"My work appeals to the visceral" A very good trade, a curious intellectual scale, pleasant and refreshing eye drops at the sight of all age groups, and the necessary strangeness to generate a special ambiguity atmosphere. These are, according to the Cuban artist Saidel Brito, the features that gave a work like Picnic, the first place and $20.000 at the International Painting Biennial of Guayaquil, Alvaro Noboa 2010.
Brito got the second place and $10.000, but he says he is "happy" because he was defeated by one of his ITAE (Technological Institute of the Arts of Ecuador) students from the, young artist Juan Caguana.
According to what Pablo Martinez, director of Luis A. Noboa Naranjo Museum, informed to EXPRESIONES, the third place and a cash prize of $5,000 went to Kate Vrijmoet (from the U.S.) for Shotgun Accident.
The art and the artist
References and ironies towards art history, current items, and a fascination for mimicry and the forest, characterized the recent award-winning series of John Caguana, a 25 year-old your artist from Guayaquil.
Picnic, the winning artwork awarded by national and international judges, is also a part of this 'cocktail'. In terms of composition-explained the author- it winks at an inaugural work of impressionism: The picnic by the famous French painter Edouard Manet.
"The presence of U.S. troops in the jungle landscape, referred to a speech on the hegemony of power," said Caguana, who has always liked working with the color fields between figuration and abstraction that the forest allows.
Juan Caguana, who assisted us in slippers and shorts in a workshop he shares with four friends and colleagues in the south of the city, believes the artist always poses a story behind every painting. "But the end is not something you impose, is interpreted by the public, " he says.
However, the young painter admitted that the series of four jungle paintings he has done so far, began with the bombing of Colombia to Angostura, where FARC guerrilla fighter Raúl Reyes died. "Since then, I became interested in the subject because we do not know the Ecuadorian jungle, and we have not given it the value it deserves".
According to the jury, it was not the angel nor the soul the painting has what made the artist win the first prize, it was the two-month full time work.
"I always look for something more, local painting is very cold today, calculated. I have not calculated what the artwork can give, I follow my intuition. I do not appeal to the brain, my painting appeals to the visceral," says the artist, who studied three years at the College of Fine Arts and has been attending for four years to ITAE. He began painting while he was a child, drawing TV series characters and cartoons, such as The Knights of the Zodiac and Robocop.

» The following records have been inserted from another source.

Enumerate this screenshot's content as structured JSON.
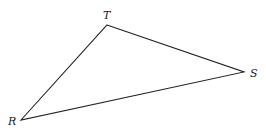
{
  "diagram": {
    "type": "triangle",
    "stroke_color": "#222222",
    "vertices": [
      {
        "name": "T",
        "x": 107,
        "y": 25,
        "label_x": 103,
        "label_y": 19
      },
      {
        "name": "S",
        "x": 244,
        "y": 72,
        "label_x": 250,
        "label_y": 77
      },
      {
        "name": "R",
        "x": 21,
        "y": 120,
        "label_x": 8,
        "label_y": 125
      }
    ],
    "edges": [
      {
        "from": "R",
        "to": "T"
      },
      {
        "from": "T",
        "to": "S"
      },
      {
        "from": "S",
        "to": "R"
      }
    ],
    "labels": {
      "T": "T",
      "S": "S",
      "R": "R"
    }
  }
}
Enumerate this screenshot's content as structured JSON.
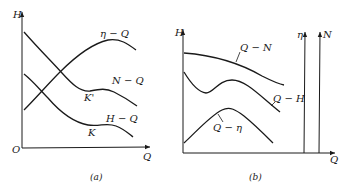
{
  "panel_a": {
    "caption": "(a)",
    "y_axis_label": "H",
    "x_axis_label": "Q",
    "origin_label": "O",
    "curves": [
      {
        "id": "eta-q",
        "label": "η − Q"
      },
      {
        "id": "n-q",
        "label": "N − Q",
        "point_label": "K'"
      },
      {
        "id": "h-q",
        "label": "H − Q",
        "point_label": "K"
      }
    ]
  },
  "panel_b": {
    "caption": "(b)",
    "y_axis_label": "H",
    "x_axis_label": "Q",
    "right_axes": [
      {
        "id": "eta-axis",
        "label": "η"
      },
      {
        "id": "n-axis",
        "label": "N"
      }
    ],
    "curves": [
      {
        "id": "q-n",
        "label": "Q − N"
      },
      {
        "id": "q-h",
        "label": "Q − H"
      },
      {
        "id": "q-eta",
        "label": "Q − η"
      }
    ]
  }
}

He won the $30.000 first prize at Manuel Rendón Seminario, from the Ministry of Culture, in January, with a painting of the same style of Picnic. In 2006, with an abstraction of police camouflage and a speech on the Fybeca assault, he won the second prize in Salon de Julio.
It was assumed that Picnic was the penultimate work of his satirical series about the jungle, but now he expects to work on four more. He knows he can get trapped if he continues on the same and "it is also too exhausting," said Alexander V. García Review "He has such thorough, angelic, and promiscuous relationship with the process of painting. A great strength. If I had been a judge, I would have given the first prize to Caguana".
Saidel Brito, professor of ITAE, Second Biennial Award.